This is driving me nuts. I have been at it for over 2 hours trying to figure this out…
Here is my problem. I am working on a fairly large program that works with Bayesian networks. Here is the main function:
using namespace std;
int main()
{
DSL_network net;
initializeNetwork(net);
setEvidence(net);
net.SetDefaultBNAlgorithm(7);
net.SetNumberOfSamples(80000);
cout << "Samples:\t" << net.GetNumberOfSamples() << endl;
updateEvidence(net);
//net.WriteFile("test.dsl");
return(DSL_OKAY);
}
This all works fine. The problem comes when I want to print out a string:
using namespace std;
int main()
{
//simple string creation
string a = "test";
//should print out "test"
cout << a << endl;
DSL_network net;
initializeNetwork(net);
setEvidence(net);
net.SetDefaultBNAlgorithm(7);
net.SetNumberOfSamples(80000);
cout << "Samples:\t" << net.GetNumberOfSamples() << endl;
updateEvidence(net);
//net.WriteFile("test.dsl");
return(DSL_OKAY);
}
Here is the output (just from printing the string a…):
▀ÇΦy♠≈6 ♦
What could be going on?
UPDATE:
int main()
{
//simple string creation
string a = "test";
//should print out "test"
cout << a << endl;
return(DSL_OKAY);
}
still prints
▀ÇΦy♠≈6 ♦
BIG UPDATE:
Here is the recent. I created a brand new project and pasted the code that Neil Butterworth posted (thanks btw). I ran the code and it printed correctly. Then I added the two .lib files to the Linker in the new project (smile.lib for the SMILE library, and wsock32.lib for socket use.)
I tried the code again, and it printed the first “test” correctly, then it printed the giberish. It is a problem with one of the .libs I am linking together. I tried each on their own to see if they are just clashing, and it seems that the smile.lib library is causing the problem. I will need to go into their documentation and figure out why.
Any ideas?
Thanks all for the help
Thanks
That’s bizarre. I always like to break a problem down to it’s minimal case. What does the following program do when you run it?
If that works, then there’s something else wrong and you need to add in one line at a time until it fails. Then examine that line very carefully (“I’m hunting wabbits”).
Based on your edit, it may be a different string class being used. Try this:
Update:
Since it works in a new project and not the current one, check the following.
stringas something else (and the includes a-Dstring=somethingelsecommand line option to the compiler).std::string, not juststring.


* **What you have to do**
Write out every entry precisely as given, leaving the pictures out.
_ _ _ _ _
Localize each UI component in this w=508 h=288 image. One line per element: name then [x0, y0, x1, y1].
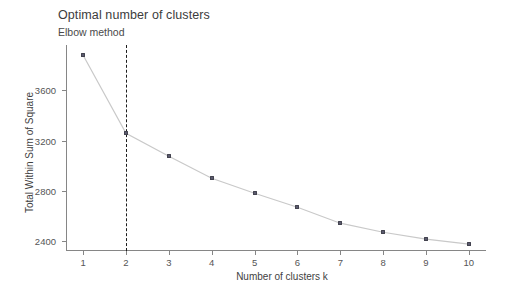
y-tick-mark	[62, 241, 66, 242]
x-tick-label: 8	[380, 257, 385, 268]
data-point-marker	[124, 131, 128, 135]
x-tick-label: 1	[80, 257, 85, 268]
x-tick-mark	[383, 251, 384, 255]
x-tick-label: 5	[252, 257, 257, 268]
x-tick-mark	[426, 251, 427, 255]
x-axis-line	[66, 250, 486, 251]
y-axis-title: Total Within Sum of Square	[24, 83, 35, 223]
x-tick-label: 9	[423, 257, 428, 268]
chart-subtitle: Elbow method	[58, 26, 125, 38]
data-point-marker	[424, 237, 428, 241]
x-tick-label: 4	[209, 257, 214, 268]
data-point-marker	[167, 154, 171, 158]
x-tick-mark	[126, 251, 127, 255]
x-axis-title: Number of clusters k	[0, 271, 508, 282]
x-tick-mark	[169, 251, 170, 255]
x-tick-mark	[212, 251, 213, 255]
data-point-marker	[381, 230, 385, 234]
y-tick-mark	[62, 141, 66, 142]
data-point-marker	[253, 191, 257, 195]
x-tick-label: 3	[166, 257, 171, 268]
data-point-marker	[295, 205, 299, 209]
x-tick-mark	[469, 251, 470, 255]
x-tick-label: 2	[123, 257, 128, 268]
chart-title: Optimal number of clusters	[58, 8, 210, 22]
x-tick-label: 6	[295, 257, 300, 268]
series-line	[0, 0, 508, 288]
x-tick-label: 10	[464, 257, 475, 268]
data-point-marker	[81, 53, 85, 57]
data-point-marker	[467, 242, 471, 246]
x-tick-mark	[340, 251, 341, 255]
x-tick-label: 7	[338, 257, 343, 268]
y-tick-label: 2400	[0, 236, 56, 247]
elbow-vertical-line	[126, 45, 127, 251]
elbow-method-chart: Optimal number of clusters Elbow method …	[0, 0, 508, 288]
x-tick-mark	[83, 251, 84, 255]
data-point-marker	[210, 176, 214, 180]
x-tick-mark	[297, 251, 298, 255]
y-axis-line	[66, 45, 67, 250]
data-point-marker	[338, 221, 342, 225]
y-tick-mark	[62, 191, 66, 192]
x-tick-mark	[255, 251, 256, 255]
y-tick-mark	[62, 90, 66, 91]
_ _ _ _ _
* **Result of the task**
Localize each UI component in this w=508 h=288 image. One line per element: name then [x0, y0, x1, y1].
y-tick-mark	[62, 241, 66, 242]
x-tick-label: 8	[380, 257, 385, 268]
data-point-marker	[124, 131, 128, 135]
x-tick-label: 1	[80, 257, 85, 268]
x-tick-mark	[383, 251, 384, 255]
x-tick-label: 5	[252, 257, 257, 268]
x-tick-mark	[426, 251, 427, 255]
x-axis-line	[66, 250, 486, 251]
y-axis-title: Total Within Sum of Square	[24, 83, 35, 223]
x-tick-label: 9	[423, 257, 428, 268]
chart-subtitle: Elbow method	[58, 26, 125, 38]
data-point-marker	[424, 237, 428, 241]
x-tick-label: 4	[209, 257, 214, 268]
data-point-marker	[167, 154, 171, 158]
x-tick-mark	[126, 251, 127, 255]
x-axis-title: Number of clusters k	[0, 271, 508, 282]
x-tick-mark	[169, 251, 170, 255]
x-tick-mark	[212, 251, 213, 255]
data-point-marker	[381, 230, 385, 234]
y-tick-mark	[62, 141, 66, 142]
data-point-marker	[253, 191, 257, 195]
x-tick-label: 3	[166, 257, 171, 268]
data-point-marker	[295, 205, 299, 209]
x-tick-mark	[469, 251, 470, 255]
x-tick-label: 2	[123, 257, 128, 268]
chart-title: Optimal number of clusters	[58, 8, 210, 22]
x-tick-label: 6	[295, 257, 300, 268]
series-line	[0, 0, 508, 288]
x-tick-label: 10	[464, 257, 475, 268]
data-point-marker	[81, 53, 85, 57]
data-point-marker	[467, 242, 471, 246]
x-tick-mark	[340, 251, 341, 255]
x-tick-label: 7	[338, 257, 343, 268]
y-tick-label: 2400	[0, 236, 56, 247]
elbow-vertical-line	[126, 45, 127, 251]
elbow-method-chart: Optimal number of clusters Elbow method …	[0, 0, 508, 288]
x-tick-mark	[83, 251, 84, 255]
data-point-marker	[210, 176, 214, 180]
x-tick-mark	[297, 251, 298, 255]
y-axis-line	[66, 45, 67, 250]
data-point-marker	[338, 221, 342, 225]
y-tick-mark	[62, 191, 66, 192]
x-tick-mark	[255, 251, 256, 255]
y-tick-mark	[62, 90, 66, 91]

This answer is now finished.